Would you retype the line that contains "Describe the element" and all lines following it to the end of the entries below, exactly and without pictures?

Stored items:
━━━━━━━━━━
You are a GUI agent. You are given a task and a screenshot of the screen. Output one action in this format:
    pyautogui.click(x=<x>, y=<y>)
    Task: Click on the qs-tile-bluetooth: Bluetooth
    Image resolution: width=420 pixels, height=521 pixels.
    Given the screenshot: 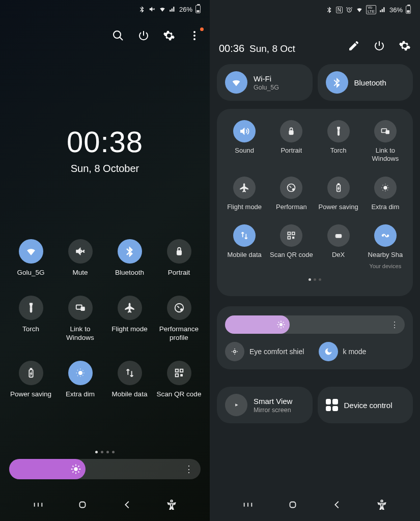 What is the action you would take?
    pyautogui.click(x=129, y=258)
    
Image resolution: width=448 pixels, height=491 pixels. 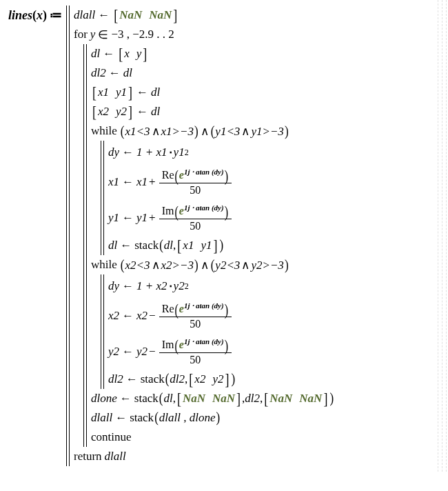 I want to click on base: y2, so click(x=142, y=352).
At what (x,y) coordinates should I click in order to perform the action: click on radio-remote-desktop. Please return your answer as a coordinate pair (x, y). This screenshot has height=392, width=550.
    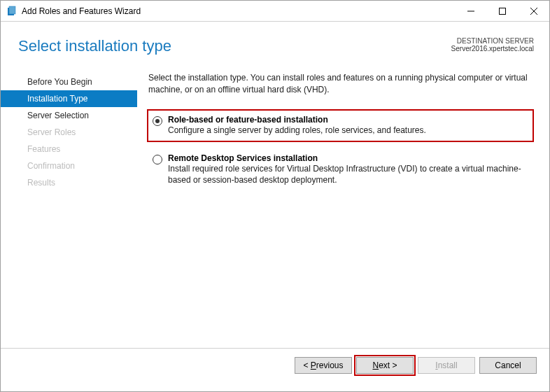
    Looking at the image, I should click on (157, 160).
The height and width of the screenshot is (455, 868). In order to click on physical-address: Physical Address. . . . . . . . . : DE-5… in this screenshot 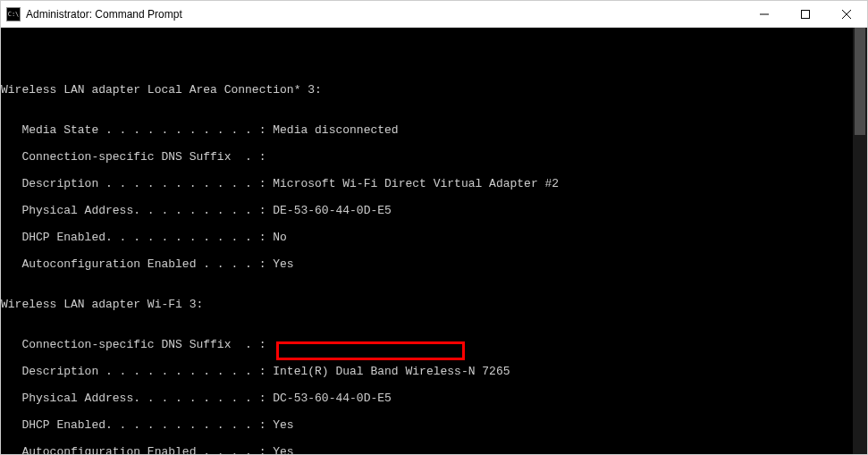, I will do `click(434, 211)`.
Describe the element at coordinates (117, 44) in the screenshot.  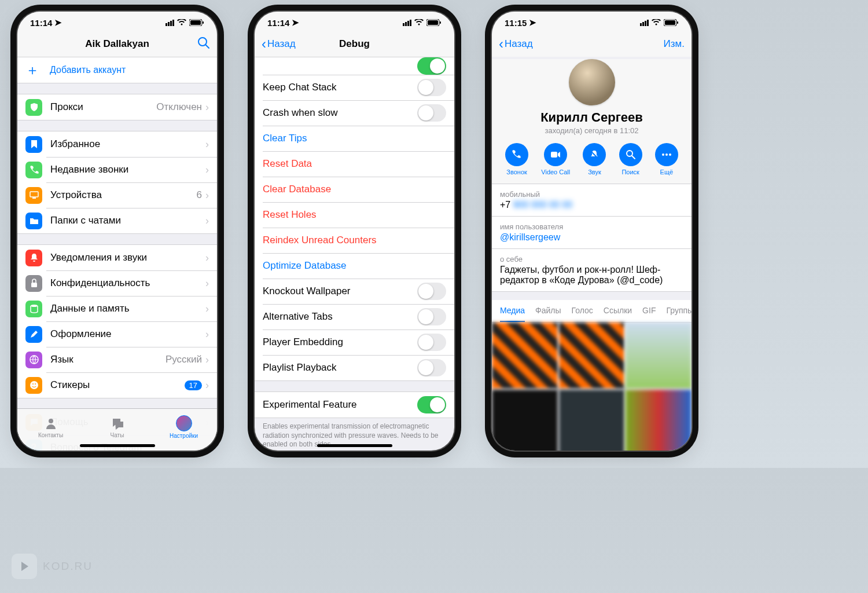
I see `page-title: Aik Dallakyan` at that location.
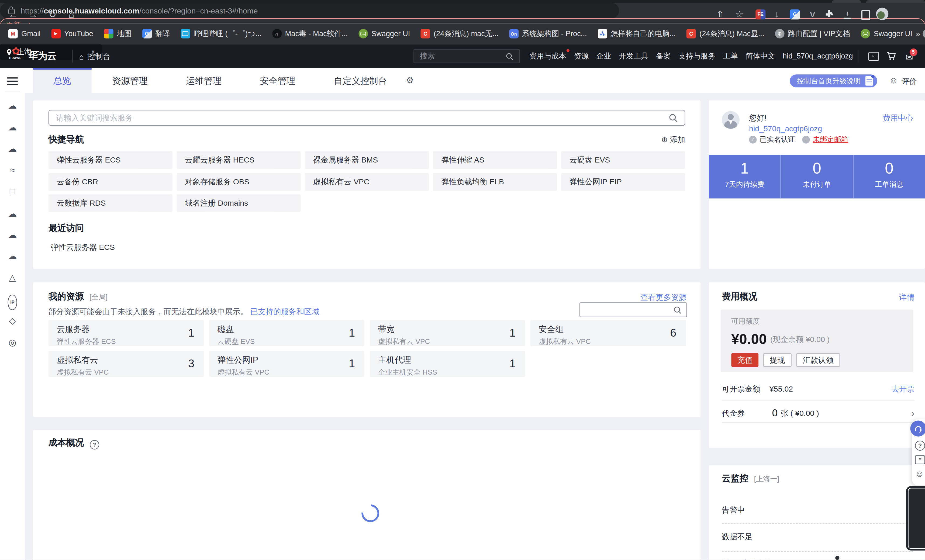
━━━━━━━━━━
EXERCISE OUTPUT ::
Describe the element at coordinates (117, 44) in the screenshot.  
I see `page-title: Aik Dallakyan` at that location.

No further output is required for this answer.